Can art truly be made for art’s sake? This is one of the central questions of the film, and The Wind Rises answers that this passion, as much as we might want to bottle it and isolate it from the world, is nevertheless still a part of it. Even the refusal to compromise ends up being a type of compromise in itself, and the film makes this point clear not only through Jirou’s profession but also his personal life. Falling in love with a woman suffering from tuberculosis in a time when there was no cure, throughout the movie they make sacrifices between their immediate and future happiness. When ultimately they decide to live together despite knowing that this will shorten her lifespan, the parallel is clearly established that, whether it is at home or in another country, Jirou’s passion in a sense destroyed lives. And yet, it is impossible to see Jirou as a “villain,” or as morally reprehensible. There is no guarantee that we would not have done the same thing, living in the here and now while hoping for a brighter future. Jirou’s choices cannot simply be divided into “right and wrong.”

The very fact that Miyazaki himself is an artist making some of the most successful animated films ever makes the ideas of The Wind Rises feel both self-critical and targeted toward society at large. One of the more interesting decisions for the movie was that Anno Hideaki, creator of Neon Genesis Evangelion, animator on Miyazaki’s Nausicaa of the Valley of the Wind, and otaku extraordinaire was cast as the voice of Jirou. Anno is no voice actor, and it shows in his amateurish performance, but I think this was a deliberate choice because Anno is also a “passionate person” as an otaku. Evangelion was Anno’s attempt to tell otaku to get out there and confront the world, and in certain ways the opposite happened, so I believe that Anno in the role of the protagonist speaks to the idea that otaku are generally considered obsessive people in some sense “cut off” from society. There is an earthquake at the beginning of the film, and when the ground begins to crumble and shake, it looks like the old Gainax style more than that of Ghibli, and I have to wonder if it was animated in this way to call attention to the otaku.
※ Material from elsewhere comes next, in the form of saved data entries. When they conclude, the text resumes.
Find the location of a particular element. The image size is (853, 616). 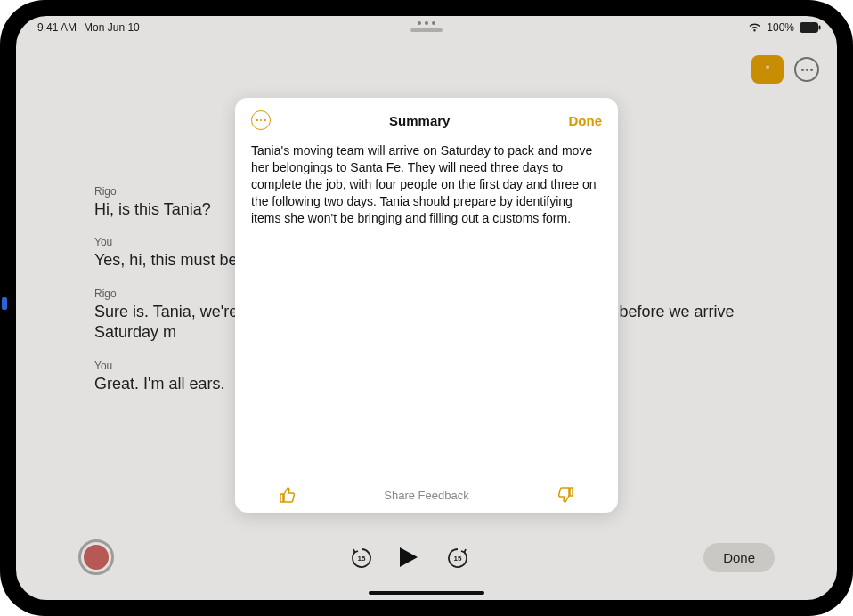

done-button-label: Done is located at coordinates (739, 557).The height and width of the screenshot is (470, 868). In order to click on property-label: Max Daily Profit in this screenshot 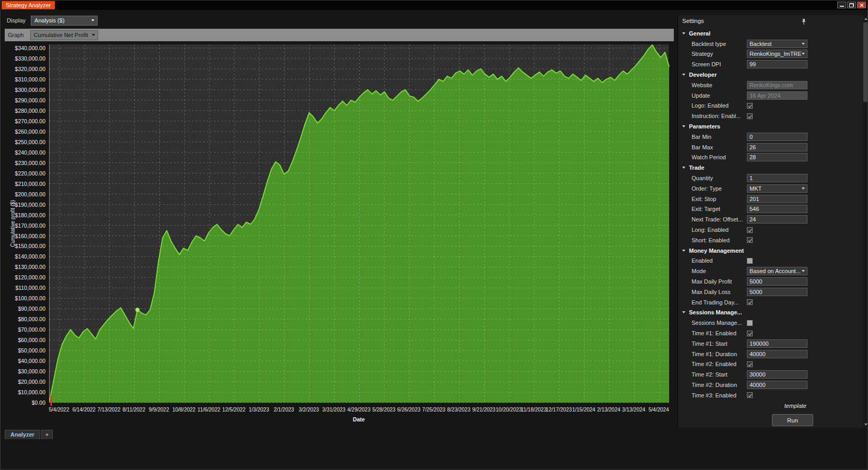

As with Jirou, the question would be if we can call otaku a pocket of society, a subculture, or if that passion should be contextualized. It’s a confrontation with both otaku and non-otaku.

I saw this movie at a period in my life where many things are in flux. The future often looks uncertain, the present looks frightening, and more than a few people I’ve known have become ill or worse in recent years, and this movie hits me hard in those areas. Moreover, as someone who has spent his life in creative endeavors, whether it’s art or writing, I feel as if this movie peered straight into my soul, asked me about my life, and forced me to ask myself what a human being really is. In spite of this—or perhaps because of this—however, The Wind Rises may very well have become my favorite Miyazaki film ever (which has been Laputa: Castle in the Sky for the longest time). In fact, when I think about it, the last time I felt this profoundly affected by any anime was the masterful Turn A Gundam. If I had to summarize my thoughts on the film in three words it would be: beautiful, deep, painful.